A new insurance business that will also offer wills, probate and family law services is set to go live after its law firm received an alternative business structure licence.
Northamptonshire-based Hannah Solicitors LLP, known as Hannah Wills LLP until last month, was granted an ABS licence by the Solicitors Regulation Authority effective from 22 May 2013.
The law firm will sit alongside a wider insurance offering under the Hannah brand, which is due to launch later this year. It specialises in life, home and income protection insurance.
It is the first insurance/law firm tie-up that does not involve personal injury claims.
Hannah Solicitors was founded by David Thomson, who is also the founder in 2002 of Best Deal Insurance (BDI), an independent life, critical illness and home insurance broker. Mr Thomson became a member of Hannah Wills LLP last December.
BDI’s marketing manager, Jonathan Wills, told Legal Futures that Hannah is a “new brand” whose only connection with BDI was Mr Thomson. Hannah will employ “a number of solicitors”.
He explained the company’s plans now it had an ABS licence: “We are doing wills and we are moving into family law. Between the two companies the only relationship is they were started by the same person.”
The head of legal practice is 33-year-old solicitor Joe Hallett. The head of finance and administration is Simon Underwood.
A prototype public-facing website has been set up for the Hannah brand, which includes wills and probate services. The site will be revamped by the end of this month to include an expanded range of legal services. “There is a lot more legal content to go on the new site,” said Mr Wills.
The present website has an animated cartoon child – ‘Hannah’ – who explains the company’s offerings with the tagline ‘Insurance made child’s play’. “We are trying to just do things a little bit differently. Solicitors have always had a bit of a sense of stuffiness – old-fashioned maybe. We are trying to put something that’s a bit different out there,” Mr Wills said.
On BDI’s website, Mr Thomson explains that he previously worked for “two of the country’s largest estate-agency chains, arranging mortgages and insurance for clients looking to buy or remortgage property” and suggests he “was possibly the UK’s top mortgage advisor”.
Being tied to a single insurance company was frustrating. “The policies I was forced to sell offered terrible value for money,” he says. He set up BDI because “the market was crying out for a company with advisors who knew the small print of every insurance contract and could explain it simply, too”.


Task goal: Each record must be copied in full and unchanged; any image it holds is excluded.

(Data about app and page elements)
◇ ◇ ◇ ◇ ◇ ◇ ◇

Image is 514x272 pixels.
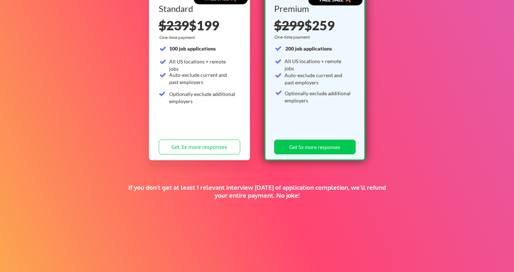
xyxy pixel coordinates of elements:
[169,45,216,52] strong: 100 job applications
[169,91,236,105] div: Optionally exclude additional employers
[125,184,389,199] div: If you don't get at least 1 relevant interview [DATE] of application completion, we'll refund you...
[159,35,197,40] div: One-time payment
[169,71,236,85] div: Auto-exclude current and past employers
[274,34,312,40] div: One-time payment
[285,58,351,72] div: All US locations + remote jobs
[285,90,351,104] div: Optionally exclude additional employers
[285,45,332,52] strong: 200 job applications
[274,19,353,32] div: $259
[274,4,353,13] div: Premium
[159,17,189,33] s: $239
[159,140,240,154] button: Get 3x more responses
[169,58,236,72] div: All US locations + remote jobs
[274,140,356,154] button: Get 5x more responses
[159,4,238,13] div: Standard
[285,72,351,86] div: Auto-exclude current and past employers
[159,19,240,32] div: $199
[274,17,304,33] s: $299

◇ ◇ ◇ ◇ ◇ ◇ ◇

Answer space:
Image is 514x272 pixels.
xyxy pixel coordinates of elements:
[169,45,216,52] strong: 100 job applications
[169,91,236,105] div: Optionally exclude additional employers
[125,184,389,199] div: If you don't get at least 1 relevant interview [DATE] of application completion, we'll refund you...
[159,35,197,40] div: One-time payment
[169,71,236,85] div: Auto-exclude current and past employers
[274,34,312,40] div: One-time payment
[285,58,351,72] div: All US locations + remote jobs
[285,90,351,104] div: Optionally exclude additional employers
[285,45,332,52] strong: 200 job applications
[274,19,353,32] div: $259
[274,4,353,13] div: Premium
[159,17,189,33] s: $239
[159,140,240,154] button: Get 3x more responses
[169,58,236,72] div: All US locations + remote jobs
[274,140,356,154] button: Get 5x more responses
[159,4,238,13] div: Standard
[285,72,351,86] div: Auto-exclude current and past employers
[159,19,240,32] div: $199
[274,17,304,33] s: $299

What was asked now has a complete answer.